The hardest part of decision-making is being able to separate information from noise. In a textbook investment problem, you are given useful information which you employ to form a probability distribution of possible returns. You take all of the information and find the expected value for an investment and make the decision.
The real problem is when you have too little or too much information. The issue of too much information is one that has always vexed investors but is usually not handled in an investment class. (Case studies may be the exception, but classic finance classes do not address noisy information.) Nevertheless, there are simple solutions that have always been used to deal with this problem. We just may not speak about it in terms of noise.
A large part of the value associated with trend-following is on noise reduction and price smoothing. Think about the simple case of the moving average. For example, you take twenty days of information and average to compress into one number. This is a noise reduction technique. All of the ups and downs from highs and lows as well as the daily movement is filtered out through averaging. We cut the noise to find the true signal.
Most system research is trying to find the right trade-off between noise reduction and information efficiency. If you take too long of a moving average you are throwing out too much information. Employ a short-term moving average and you still have significant noise.
Break-out or channel systems are another form of noise reduction. If you are inside the range, you may ignore the prices and throw out this noise. This approach provides a new twist on the concept of noise traders which have often been given a bad name.
Noise reduction changes the decision process and reduces the decision choices. This reduction process may calm decision-making for the better. Silence is good.
The real problem is when you have too little or too much information. The issue of too much information is one that has always vexed investors but is usually not handled in an investment class. (Case studies may be the exception, but classic finance classes do not address noisy information.) Nevertheless, there are simple solutions that have always been used to deal with this problem. We just may not speak about it in terms of noise.
A large part of the value associated with trend-following is on noise reduction and price smoothing. Think about the simple case of the moving average. For example, you take twenty days of information and average to compress into one number. This is a noise reduction technique. All of the ups and downs from highs and lows as well as the daily movement is filtered out through averaging. We cut the noise to find the true signal.
Most system research is trying to find the right trade-off between noise reduction and information efficiency. If you take too long of a moving average you are throwing out too much information. Employ a short-term moving average and you still have significant noise.
Break-out or channel systems are another form of noise reduction. If you are inside the range, you may ignore the prices and throw out this noise. This approach provides a new twist on the concept of noise traders which have often been given a bad name.
Noise reduction changes the decision process and reduces the decision choices. This reduction process may calm decision-making for the better. Silence is good.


EXERCISE REQUIREMENTS:
In the listing below, print exactly the lines between the line holding "pyautogui.click(x=<x>, y=<y>)" and the line holding "Task: Click on the div: MDH ID", inclusive, and no more.

SOURCE INFORMATION:
####

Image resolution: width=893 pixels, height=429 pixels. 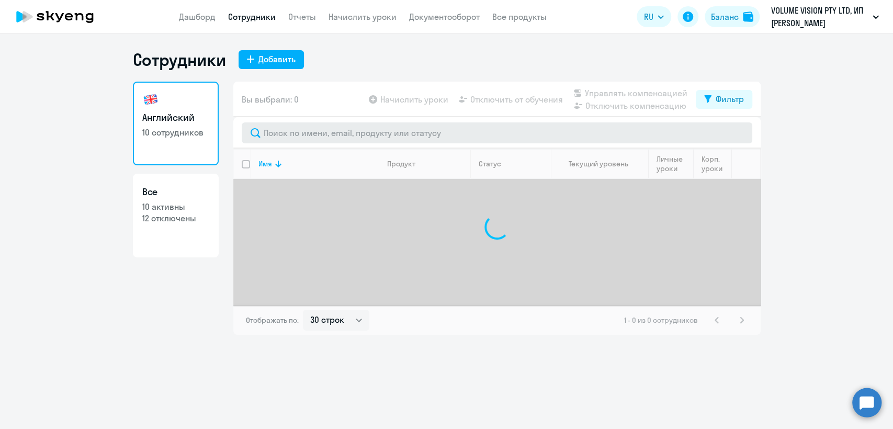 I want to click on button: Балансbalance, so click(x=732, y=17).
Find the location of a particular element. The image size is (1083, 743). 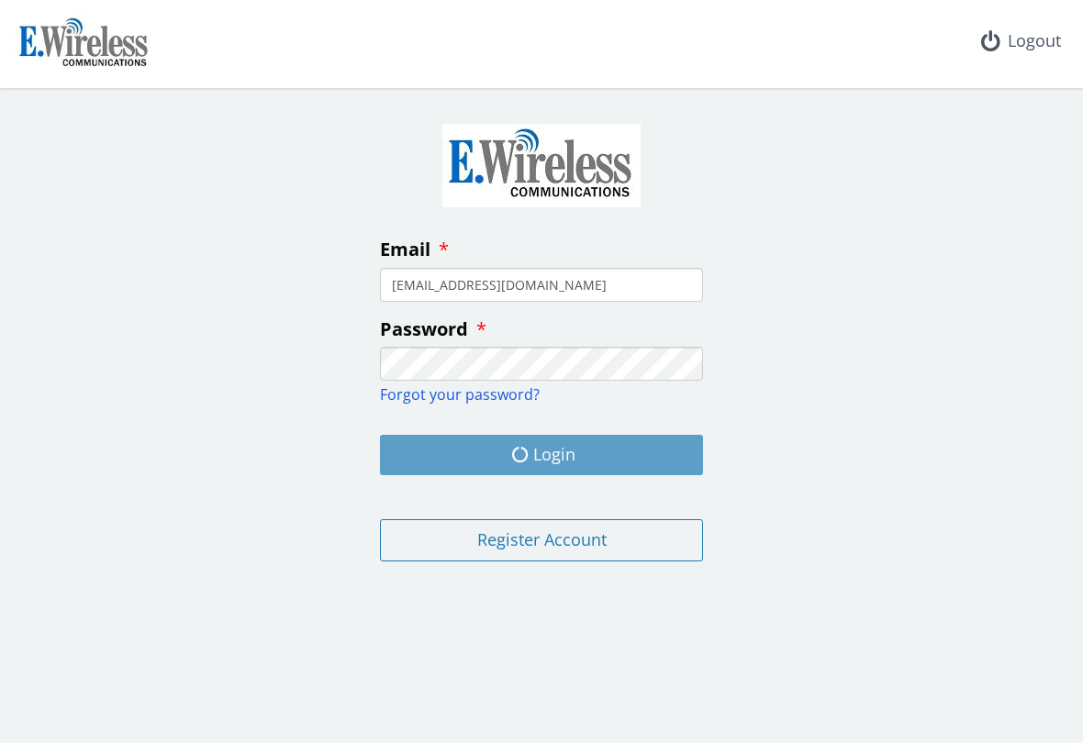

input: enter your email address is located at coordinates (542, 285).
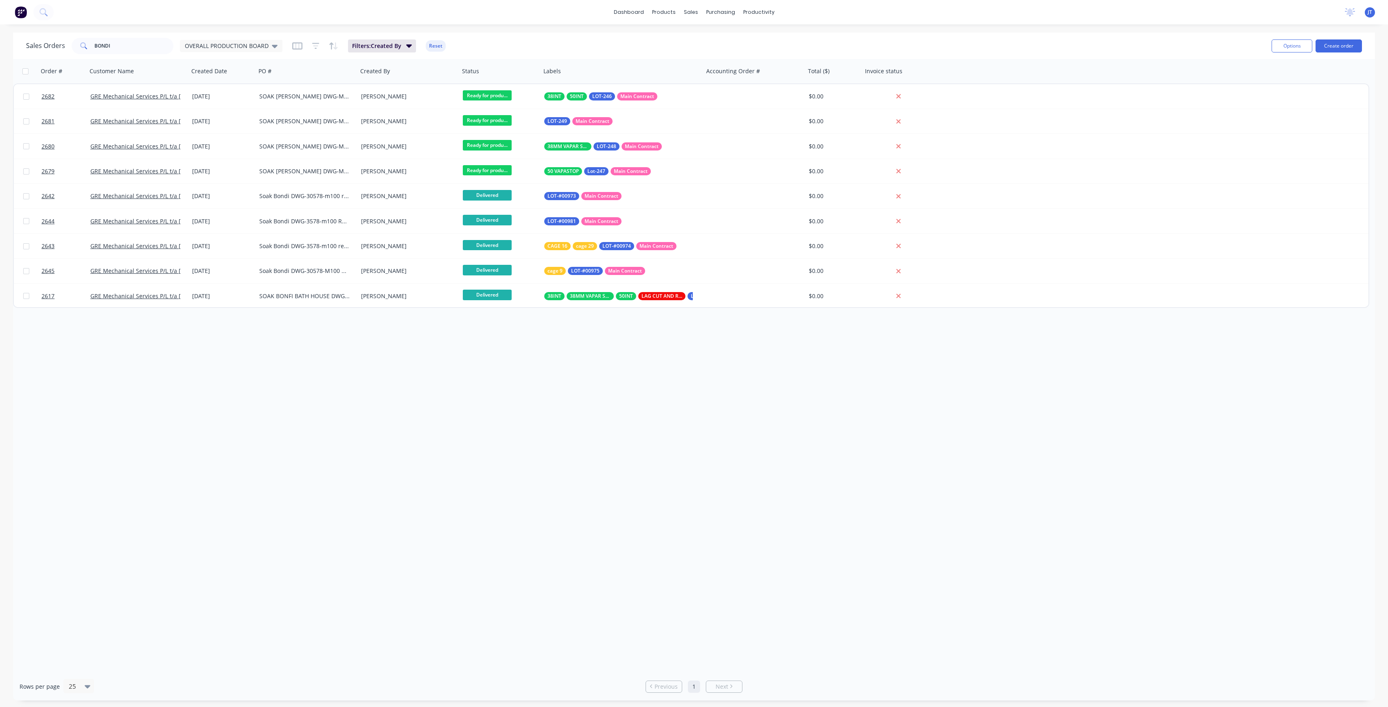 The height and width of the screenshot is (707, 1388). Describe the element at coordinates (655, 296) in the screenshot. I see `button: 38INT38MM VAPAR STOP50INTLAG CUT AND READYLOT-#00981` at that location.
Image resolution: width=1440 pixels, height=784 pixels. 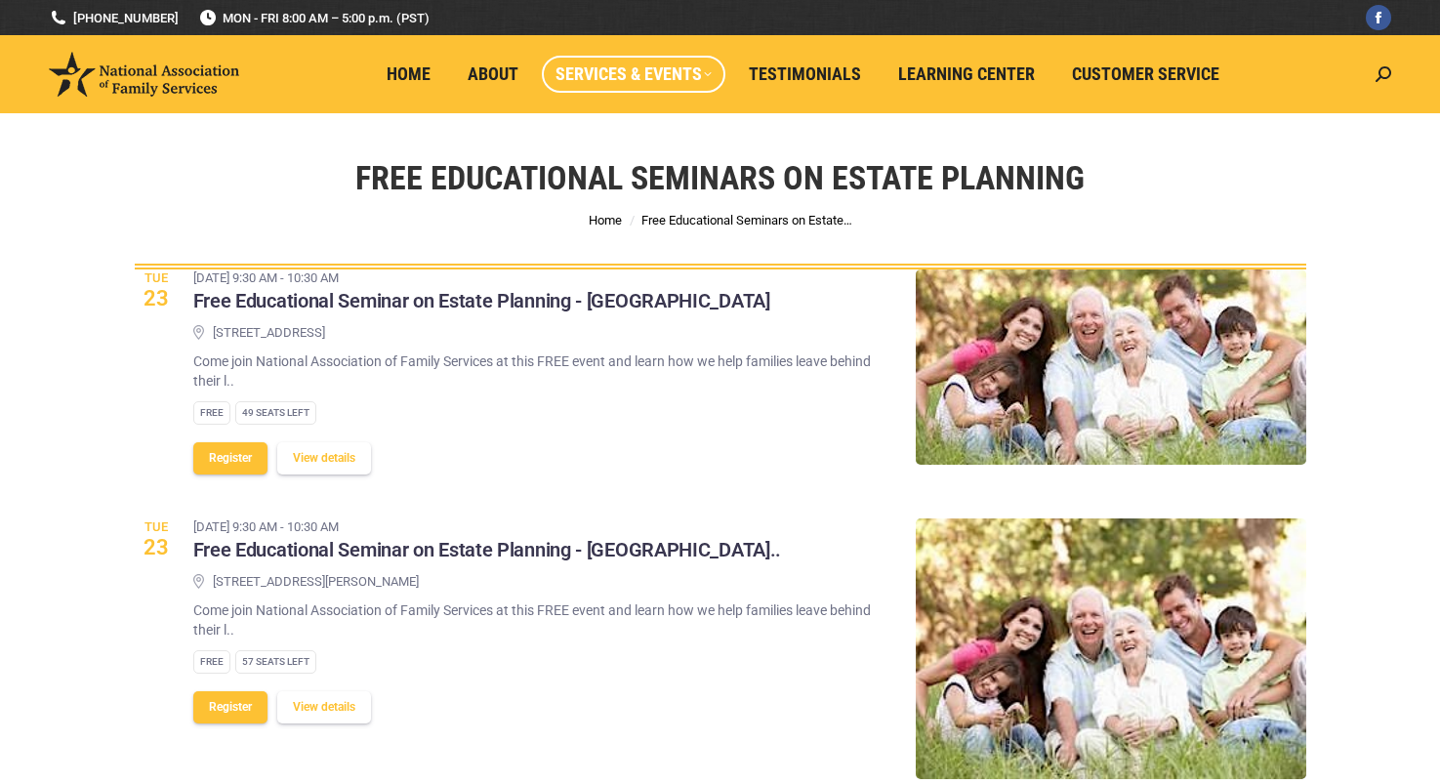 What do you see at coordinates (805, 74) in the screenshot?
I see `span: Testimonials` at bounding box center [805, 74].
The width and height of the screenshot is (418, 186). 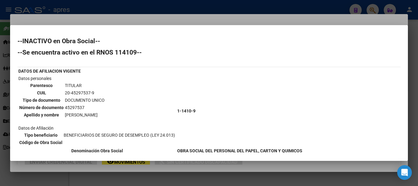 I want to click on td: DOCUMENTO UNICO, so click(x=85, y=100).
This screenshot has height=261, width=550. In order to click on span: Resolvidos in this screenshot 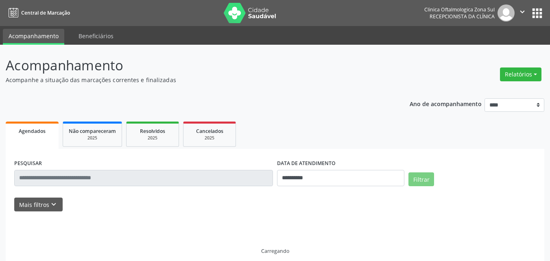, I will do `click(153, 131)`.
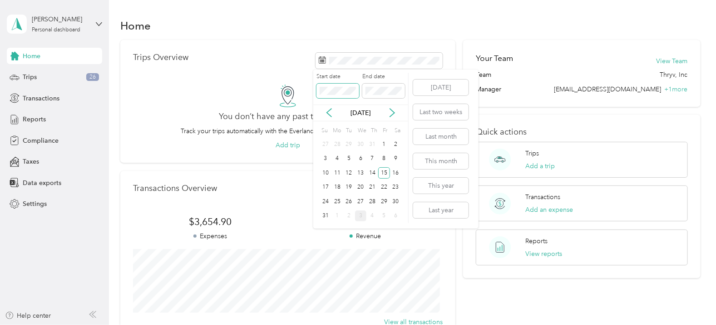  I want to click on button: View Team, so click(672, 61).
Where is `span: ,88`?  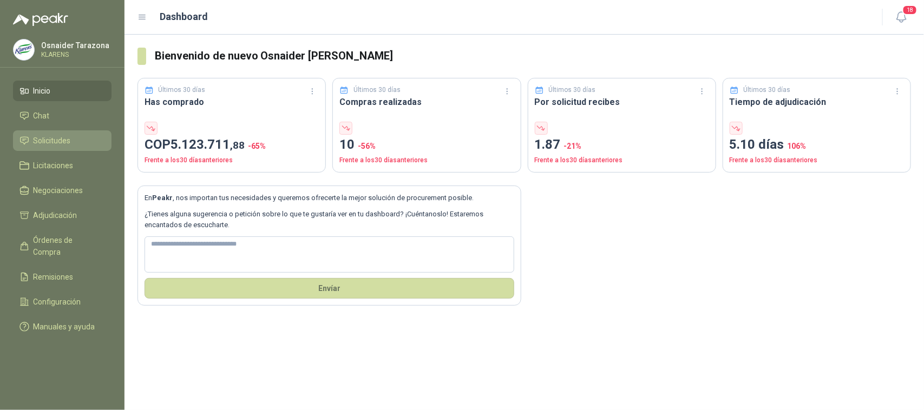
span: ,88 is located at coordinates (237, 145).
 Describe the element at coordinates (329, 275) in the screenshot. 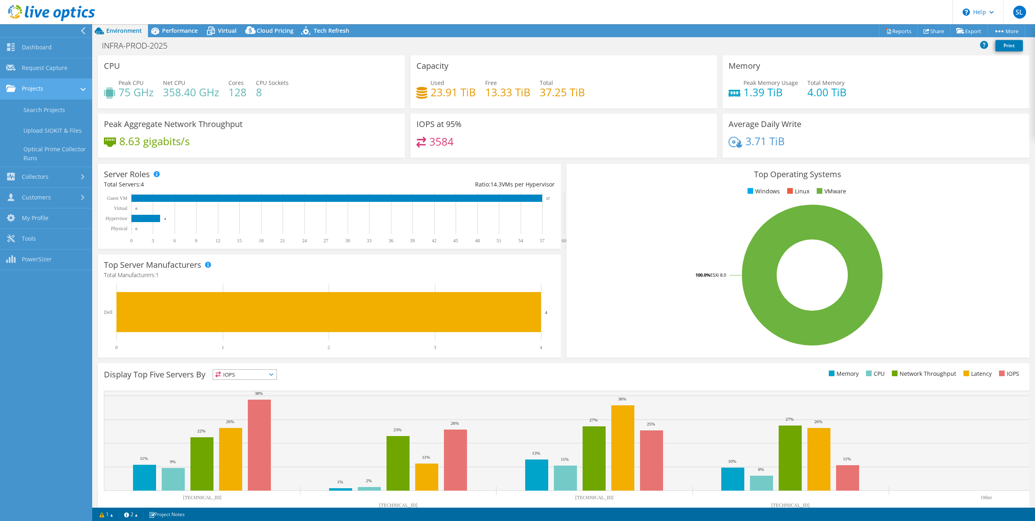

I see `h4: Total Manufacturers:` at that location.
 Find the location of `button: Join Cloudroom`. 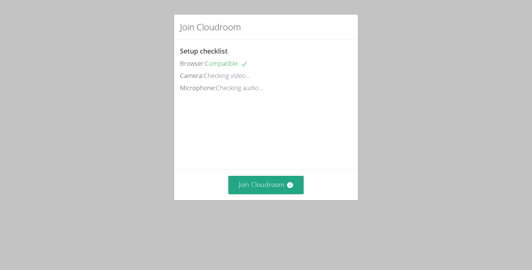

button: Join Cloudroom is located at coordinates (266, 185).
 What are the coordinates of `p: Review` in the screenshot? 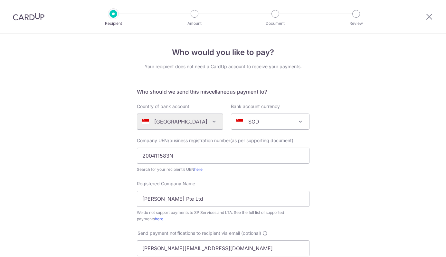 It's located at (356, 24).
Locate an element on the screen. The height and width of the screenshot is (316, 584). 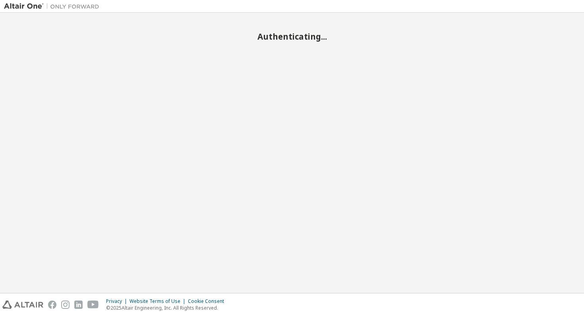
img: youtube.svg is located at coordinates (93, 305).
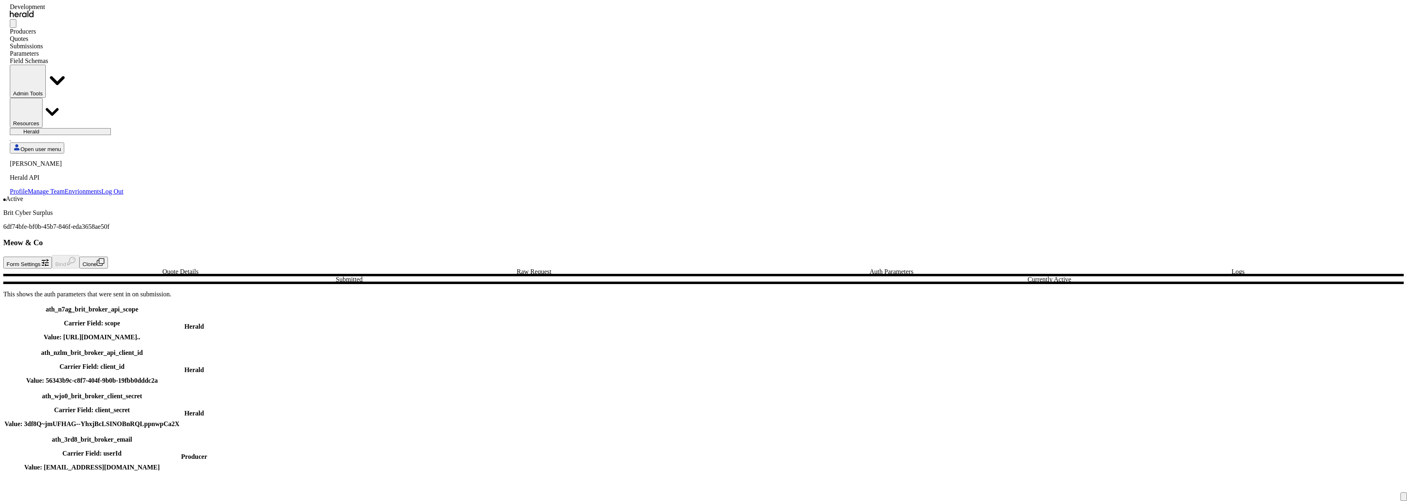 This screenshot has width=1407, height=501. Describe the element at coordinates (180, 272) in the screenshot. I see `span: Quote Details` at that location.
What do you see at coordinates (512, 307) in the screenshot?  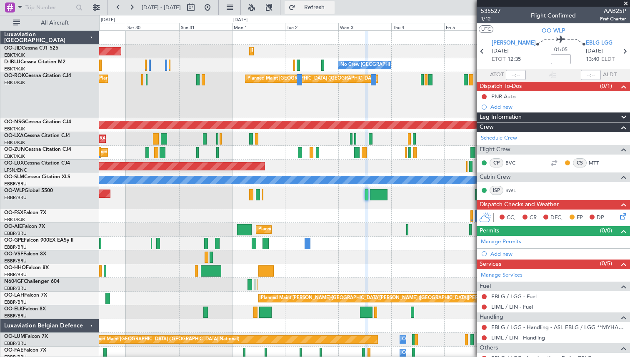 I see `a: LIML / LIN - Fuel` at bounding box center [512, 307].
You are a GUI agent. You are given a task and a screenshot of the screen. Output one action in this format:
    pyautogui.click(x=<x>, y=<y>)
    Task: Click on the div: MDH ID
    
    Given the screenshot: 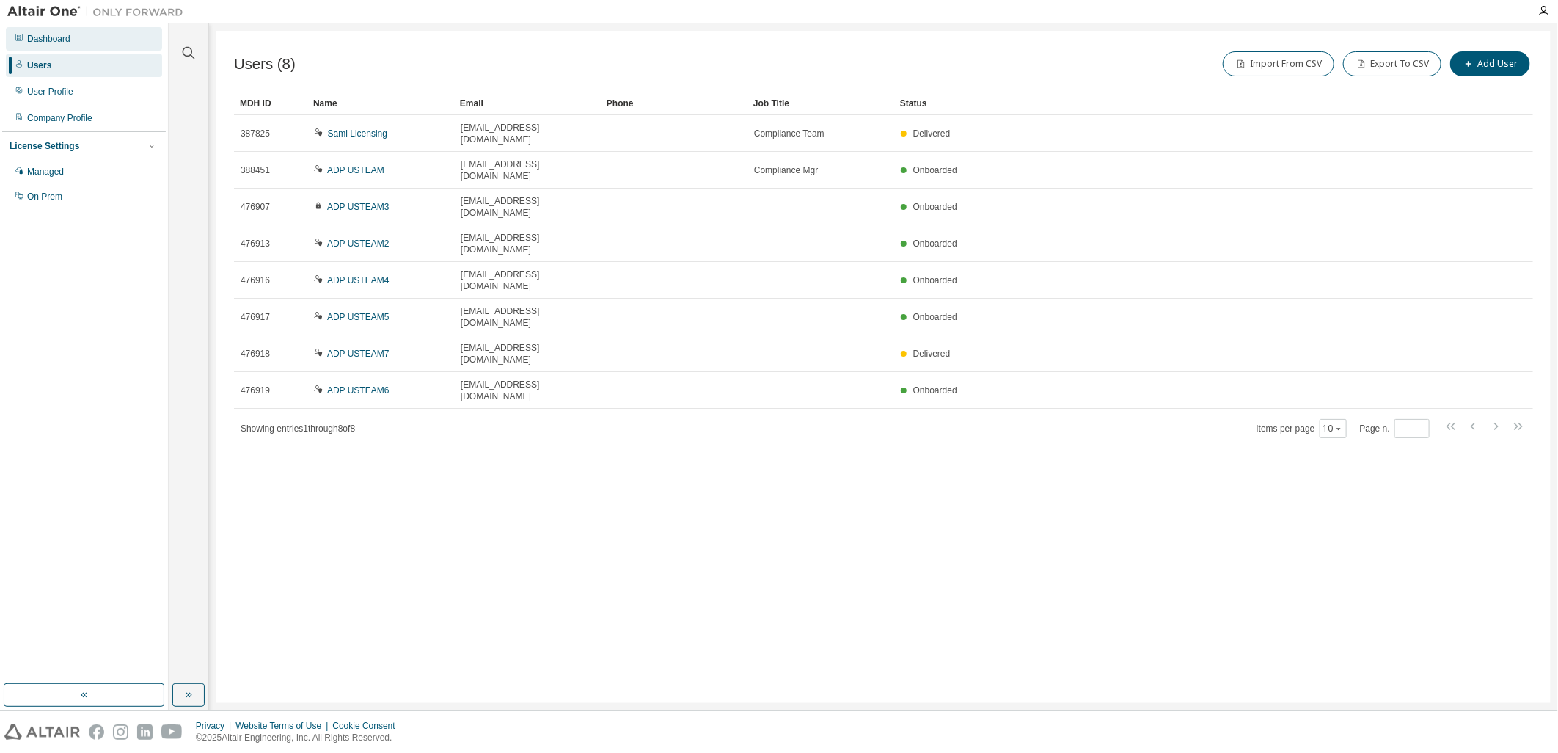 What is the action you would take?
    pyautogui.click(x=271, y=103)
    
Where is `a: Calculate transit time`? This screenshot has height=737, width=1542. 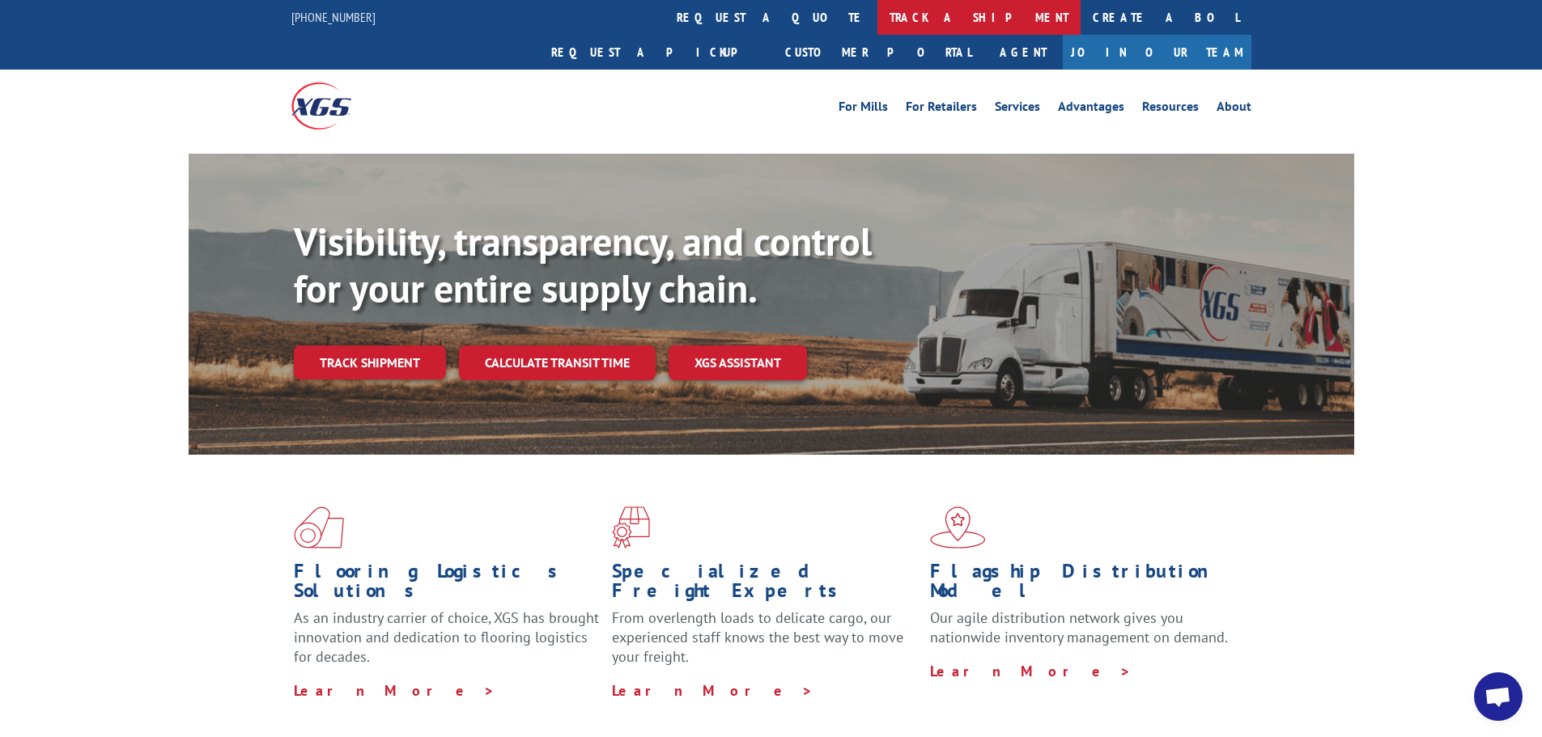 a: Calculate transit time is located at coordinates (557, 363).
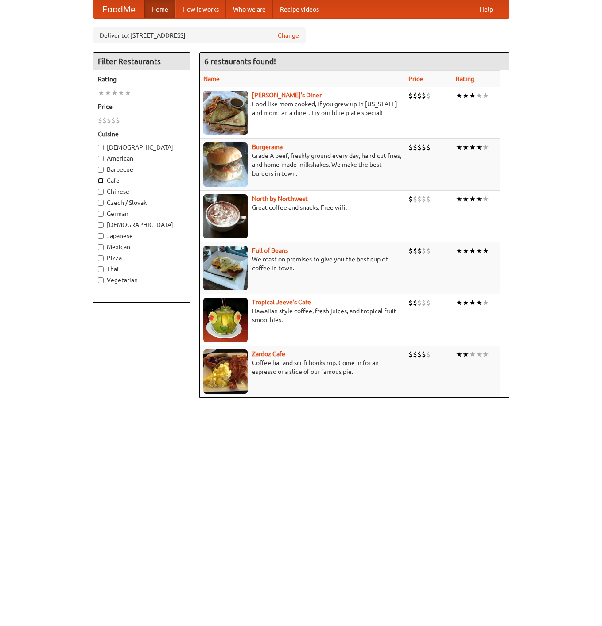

####

EXERCISE ANSWER:
    pyautogui.click(x=<x>, y=<y>)
    Task: Click on the div: MDH ID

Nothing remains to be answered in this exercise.